Week 16 – A Fog of Kindness

Week 16 – A Fog of Kindness

 

Holding a door open for the next person – gathering shopping carts left in a parking lot – a smile and a wave – picking up litter – paying forward coffee in the drive thru – a quick note – how do you show kindness? How do others show you kindness? I loved this quick video from Kid President who doesn’t like a  confetti of kindness?

A letter to the future from kid President video

This week, focused on kindness, brought many unique experiences I may have missed had my focus not been so sharply on kindness. I’d like to highlight three of them.

First Tuesday, we made a 200+mile round-trip journey to a business event. On the way home – a storm was just coming in – the roads we getting wet, but it was warm enough not to be ice. We swerved, we skid, this sounds much more exciting then it really was – we ended up on the side of the road in a pull out that was not clear – it was covered in snow – as in snow to my knees – up  over the running boards – we were stuck. No cell reception – did I mention I live in a rural area – 30 miles in any direction to a town or city – after 11pm – I could have been ugly – instead it was a tremendous outpouring of kindness in action. A few minutes after we verified completely that we were indeed stuck – we had to try – the first car – one traveling the other direction – came by – they slowed, they passed, they turned around!

A young man exited the SUV and asked if we needed help – as he got out car number 2 headed in our direction stopped to give aid. With three men ready to push, my husband – and the two living kindnesses,  I climbed into the drivers seat and tried to get us moving… nope, not quite. Kind guy number 2 – needed to be on his way – saying he’d let highway patrol know 15 miles south when cell reception returned.

Kind guy #1 and his passenger put their heads together – and thought straps hook on and pull – as we didn’t have enough bodies to just push the vehicle out. Third car on the lonely road stops and the couple pull their coats on tight slip their gloves on and prepared to push – this time with two small straps between the vehicles – my husband in the drivers seat – the couple, myself, my daughter in the deep now churned snow, and on the first try one strap snapped but it was enough to help us more that fraction and regain traction and up onto the road we went.

It wasn’t even 24 hours before the Universe asked us to repay the kindness we got home and a couple hours later just about 2am our son Zane calls – “hey Mom, I need some help,” what’s up – some friends of mine were on their way home tonight and decided to come through Salt Creek Canyon -( not the canyon we were in up above), mom they hit an elk – the tow truck took them back to Nephi, but I have to be to work at 5 and with the snow I don’t know if I’ll be done in time, is there anyway you can go pick them up, theirs four of them and the nearest family to any of them is over 4 hours away.

The snow had begun to clear but a thick, dense fog, unlike I’d ever before seen, had settled. I was glad Zane’s friends were at the restaurant at a truck stop – warm and safe, but now to keep us safe, there and back we just kept a PMA (positive mental attitude) we saw several deer and elk (and to see them they were on the road with us) but safely made it to pick up and drop off the four friends.

The fog was so thick we were tired from the event and struggling to get back on the road. We didn’t have to go out of our way, but neither did the people who stopped to help us.

This week has flown and now at the end as the emotion has passed with snow drifts and new friends and foggy animal covered roads I find myself struck not at how often people are kind, as we have focused on it in some respects they rather all run together, but I am not discounting my observation of the kindness or the importance of each and every kindness, no matter how insignificant we may remember it – because at some point the facts and our memory may become as foggy as the road we drove – but I still remember how I felt when that car passed us and turned back around, I remember how I felt when my son told me what his friends had told them about our foggy adventure as I look back on my kindness week and on my life each day – I hope that my interaction with others will be that feeling they want to remember a kindness, warm, loving.

How many times do we just pass up the opportunity to use the fog as the reason that prevents us from being kind? My fellow MKE member Lori King made her own observations on our kindness week, you can read them here 🙂

How does it feel to be Humble and Kind?

 

Master Key Natalie Z

Walking the World Within to make positive changes in the world. Join me.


**Work order**
Each line below that includes the word "bounding" is to be reported.
- - - - -
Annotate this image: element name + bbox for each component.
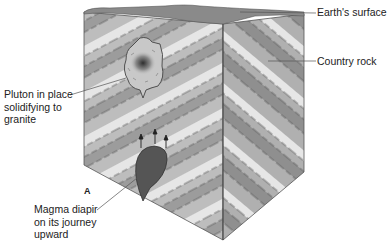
label-earths-surface: Earth's surface — [317, 6, 387, 19]
panel-label: A — [84, 186, 91, 196]
right-face — [223, 14, 304, 240]
label-diapir: Magma diapir on its journey upward — [34, 203, 98, 241]
label-pluton: Pluton in place solidifying to granite — [4, 88, 73, 126]
label-country-rock: Country rock — [317, 55, 377, 68]
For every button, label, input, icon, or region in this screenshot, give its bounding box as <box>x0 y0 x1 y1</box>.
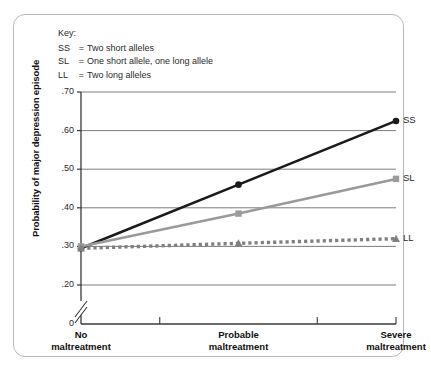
y-tick-label: .70 <box>48 86 74 96</box>
y-tick-label: .40 <box>48 202 74 212</box>
data-point-ll-1 <box>235 239 243 246</box>
series-label-ss: SS <box>403 114 416 125</box>
data-point-sl-2 <box>393 176 399 182</box>
y-origin-label: 0 <box>48 318 74 328</box>
x-tick-label-2: Severemaltreatment <box>341 329 431 352</box>
y-tick-label: .50 <box>48 163 74 173</box>
y-axis-title: Probability of major depression episode <box>30 49 41 249</box>
x-tick-label-line: Severe <box>341 329 431 341</box>
x-tick-label-0: Nomaltreatment <box>26 329 136 352</box>
figure-card: Key: SS=Two short alleles SL=One short a… <box>13 14 404 357</box>
x-tick-label-line: Probable <box>184 329 294 341</box>
data-point-sl-1 <box>235 210 241 216</box>
x-tick-label-line: maltreatment <box>26 341 136 353</box>
x-tick-label-line: maltreatment <box>184 341 294 353</box>
series-label-sl: SL <box>403 172 415 183</box>
chart-plot-area: Probability of major depression episode … <box>14 15 405 358</box>
data-point-ss-1 <box>235 181 242 188</box>
chart-svg <box>14 15 405 358</box>
y-tick-label: .20 <box>48 279 74 289</box>
x-tick-label-line: maltreatment <box>341 341 431 353</box>
x-tick-label-line: No <box>26 329 136 341</box>
y-tick-label: .60 <box>48 125 74 135</box>
series-label-ll: LL <box>403 232 414 243</box>
y-tick-label: .30 <box>48 240 74 250</box>
x-tick-label-1: Probablemaltreatment <box>184 329 294 352</box>
data-point-ss-2 <box>393 118 400 125</box>
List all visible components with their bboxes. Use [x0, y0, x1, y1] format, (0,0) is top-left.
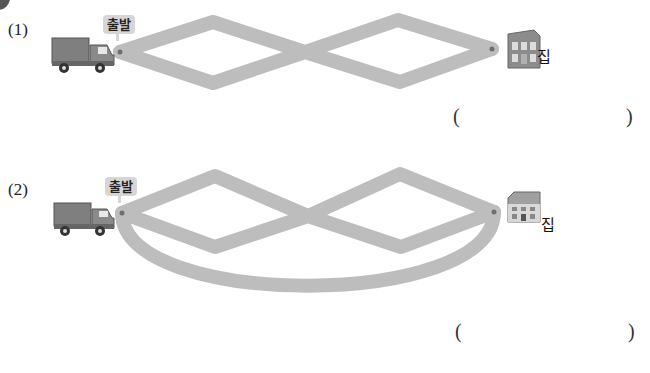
start-node [118, 50, 123, 55]
destination-label: 집 [541, 213, 555, 234]
house-icon [508, 30, 540, 68]
answer-close-paren: ) [626, 105, 633, 128]
truck-icon [52, 38, 114, 73]
answer-open-paren: ( [453, 105, 460, 128]
problem-2: (2) 출발 집 ( [0, 150, 650, 373]
start-label: 출발 [103, 15, 135, 34]
end-node [490, 47, 495, 52]
answer-input-2[interactable] [472, 321, 626, 347]
roads [122, 174, 494, 286]
road-lower [120, 49, 492, 83]
problem-1: (1) 출발 집 ( ) [0, 0, 650, 150]
house-icon [508, 192, 540, 222]
end-node [492, 210, 497, 215]
road-lower [122, 212, 494, 247]
answer-input-1[interactable] [470, 106, 624, 132]
roads [120, 20, 492, 83]
destination-label: 집 [537, 45, 551, 66]
answer-close-paren: ) [628, 320, 635, 343]
start-label: 출발 [105, 177, 137, 196]
truck-icon [54, 203, 114, 236]
start-node [120, 211, 125, 216]
answer-open-paren: ( [455, 320, 462, 343]
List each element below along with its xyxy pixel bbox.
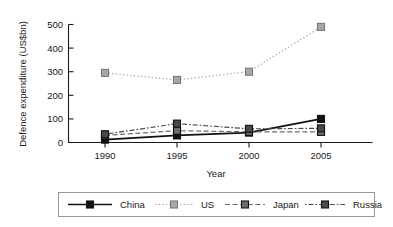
data-point <box>246 125 253 132</box>
y-ticklabel: 400 <box>47 43 63 54</box>
data-point <box>174 127 181 134</box>
y-ticklabel: 500 <box>47 19 63 30</box>
data-point <box>318 125 325 132</box>
data-point <box>102 131 109 138</box>
series-line <box>105 27 321 80</box>
y-ticklabel: 200 <box>47 90 63 101</box>
x-ticklabel: 1990 <box>94 150 115 161</box>
line-chart: Defence expenditure (US$bn) 0 100 200 30… <box>0 0 393 227</box>
x-ticklabel: 2005 <box>310 150 331 161</box>
legend-marker <box>87 201 94 208</box>
data-point <box>246 68 253 75</box>
legend-label: Japan <box>273 199 299 210</box>
data-point <box>174 120 181 127</box>
y-ticklabel: 300 <box>47 66 63 77</box>
legend-label: Russia <box>353 199 383 210</box>
x-axis-ticklabels: 1990 1995 2000 2005 <box>94 150 331 161</box>
y-ticklabel: 100 <box>47 113 63 124</box>
x-ticklabel: 1995 <box>166 150 187 161</box>
x-ticklabel: 2000 <box>238 150 259 161</box>
series-us <box>102 23 325 83</box>
series-china <box>102 115 325 143</box>
legend-marker <box>242 201 249 208</box>
series-layer <box>102 23 325 143</box>
data-point <box>174 76 181 83</box>
y-axis-title: Defence expenditure (US$bn) <box>17 21 28 147</box>
y-ticklabel: 0 <box>58 137 63 148</box>
x-axis-ticks <box>105 143 321 148</box>
legend-label: China <box>120 199 146 210</box>
y-axis-ticklabels: 0 100 200 300 400 500 <box>47 19 63 148</box>
y-axis-ticks <box>69 25 74 143</box>
x-axis-title: Year <box>206 168 225 179</box>
data-point <box>318 115 325 122</box>
data-point <box>318 23 325 30</box>
legend-marker <box>322 201 329 208</box>
data-point <box>102 69 109 76</box>
chart-figure: Defence expenditure (US$bn) 0 100 200 30… <box>0 0 393 227</box>
legend-label: US <box>201 199 214 210</box>
legend-marker <box>171 201 178 208</box>
series-russia <box>102 120 325 138</box>
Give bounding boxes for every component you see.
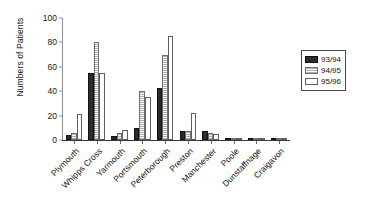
bar-group — [225, 18, 242, 140]
bar — [259, 138, 265, 140]
x-tick-mark — [165, 141, 166, 144]
y-tick-mark — [59, 66, 62, 67]
x-tick-mark — [142, 141, 143, 144]
bar-group — [180, 18, 197, 140]
legend-swatch-icon — [305, 78, 318, 85]
legend-entry: 95/96 — [305, 76, 341, 87]
bar-group — [248, 18, 265, 140]
bar — [99, 73, 105, 140]
bar — [122, 130, 128, 140]
bar — [191, 113, 197, 140]
x-tick-mark — [279, 141, 280, 144]
legend-swatch-icon — [305, 67, 318, 74]
y-tick-mark — [59, 18, 62, 19]
y-tick-mark — [59, 115, 62, 116]
bar-chart-figure: Numbers of Patients 020406080100 Plymout… — [0, 0, 384, 205]
bar — [282, 138, 288, 140]
bar-group — [134, 18, 151, 140]
y-tick-mark — [59, 140, 62, 141]
bar — [77, 114, 83, 140]
x-tick-mark — [97, 141, 98, 144]
bar-group — [157, 18, 174, 140]
legend-label: 94/95 — [321, 66, 341, 75]
bar-group — [88, 18, 105, 140]
bar-group — [271, 18, 288, 140]
x-tick-mark — [120, 141, 121, 144]
bar — [145, 97, 151, 140]
y-tick-mark — [59, 42, 62, 43]
x-tick-mark — [188, 141, 189, 144]
x-tick-mark — [256, 141, 257, 144]
legend-entry: 93/94 — [305, 54, 341, 65]
legend-swatch-icon — [305, 56, 318, 63]
legend-entry: 94/95 — [305, 65, 341, 76]
x-tick-mark — [234, 141, 235, 144]
legend-label: 95/96 — [321, 77, 341, 86]
plot-area: 020406080100 — [62, 18, 290, 141]
bar-group — [111, 18, 128, 140]
y-axis-line — [62, 18, 63, 141]
chart-legend: 93/9494/9595/96 — [301, 50, 346, 91]
x-tick-mark — [211, 141, 212, 144]
legend-label: 93/94 — [321, 55, 341, 64]
bar-group — [66, 18, 83, 140]
x-axis-labels: PlymouthWhipps CrossYarmouthPortsmouthPe… — [62, 146, 290, 204]
y-tick-mark — [59, 91, 62, 92]
bar — [236, 138, 242, 140]
bar-group — [202, 18, 219, 140]
x-tick-mark — [74, 141, 75, 144]
y-axis-label: Numbers of Patients — [15, 0, 25, 117]
bar — [168, 36, 174, 140]
bar — [213, 134, 219, 140]
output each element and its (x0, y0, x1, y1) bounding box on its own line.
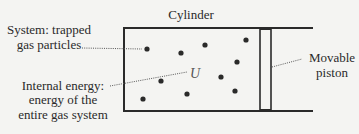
gas-particle (158, 78, 163, 83)
energy-label-line2: energy of the (29, 92, 98, 107)
gas-particle (184, 91, 189, 96)
energy-label-line1: Internal energy: (22, 78, 104, 93)
piston-label-line2: piston (316, 65, 348, 80)
cylinder-title: Cylinder (168, 7, 214, 22)
gas-particle (140, 96, 145, 101)
gas-particle (234, 59, 239, 64)
gas-particle (232, 88, 237, 93)
piston-leader-line (272, 59, 302, 67)
piston-top-cap (260, 27, 271, 30)
gas-particle (202, 42, 207, 47)
movable-piston (260, 29, 271, 111)
internal-energy-symbol: U (190, 66, 201, 81)
system-label-line2: gas particles (17, 37, 82, 52)
energy-label-line3: entire gas system (18, 107, 108, 122)
gas-particle (178, 50, 183, 55)
cylinder-diagram: Cylinder U System: trapped gas particles… (0, 0, 359, 134)
cylinder (123, 28, 313, 112)
piston-bottom-cap (260, 109, 271, 112)
gas-particle (218, 74, 223, 79)
system-leader-line (82, 48, 142, 49)
system-label-line1: System: trapped (7, 22, 92, 37)
gas-particle (243, 37, 248, 42)
gas-particle (144, 46, 149, 51)
piston-label-line1: Movable (309, 50, 355, 65)
energy-leader-line (110, 72, 187, 86)
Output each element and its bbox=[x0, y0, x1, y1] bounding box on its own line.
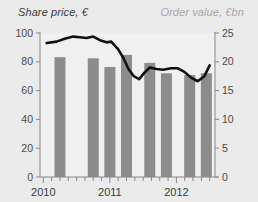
x-tick-label: 2010 bbox=[31, 186, 55, 198]
chart-plot: 020406080100 0510152025 201020112012 bbox=[0, 0, 258, 202]
left-tick-label: 0 bbox=[27, 171, 33, 183]
left-axis-ticks: 020406080100 bbox=[15, 27, 40, 183]
bar bbox=[54, 57, 65, 177]
left-tick-label: 80 bbox=[21, 55, 33, 67]
bar bbox=[104, 67, 115, 177]
bar bbox=[184, 75, 195, 177]
x-tick-label: 2012 bbox=[164, 186, 188, 198]
bar bbox=[88, 58, 99, 177]
right-axis-ticks: 0510152025 bbox=[215, 27, 234, 183]
right-tick-label: 10 bbox=[222, 113, 234, 125]
left-tick-label: 40 bbox=[21, 113, 33, 125]
x-axis-ticks: 201020112012 bbox=[31, 177, 210, 198]
right-tick-label: 5 bbox=[222, 142, 228, 154]
bar bbox=[144, 63, 155, 177]
right-tick-label: 25 bbox=[222, 27, 234, 39]
right-tick-label: 0 bbox=[222, 171, 228, 183]
right-tick-label: 20 bbox=[222, 55, 234, 67]
right-tick-label: 15 bbox=[222, 84, 234, 96]
left-tick-label: 100 bbox=[15, 27, 33, 39]
bar bbox=[201, 73, 212, 177]
bar bbox=[161, 73, 172, 177]
left-tick-label: 20 bbox=[21, 142, 33, 154]
x-tick-label: 2011 bbox=[98, 186, 122, 198]
chart-container: Share price, € Order value, €bn 02040608… bbox=[0, 0, 258, 202]
left-tick-label: 60 bbox=[21, 84, 33, 96]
- - - - -
**Response to the task**
For every button, label, input, icon, or region in this screenshot, give its bounding box as <box>x0 y0 x1 y1</box>.
Give bounding boxes for every component you see.
output each element and its (x0, y0, x1, y1) bounding box on its own line.
Output each element and its bbox=[x0, y0, x1, y1] bounding box on its own line.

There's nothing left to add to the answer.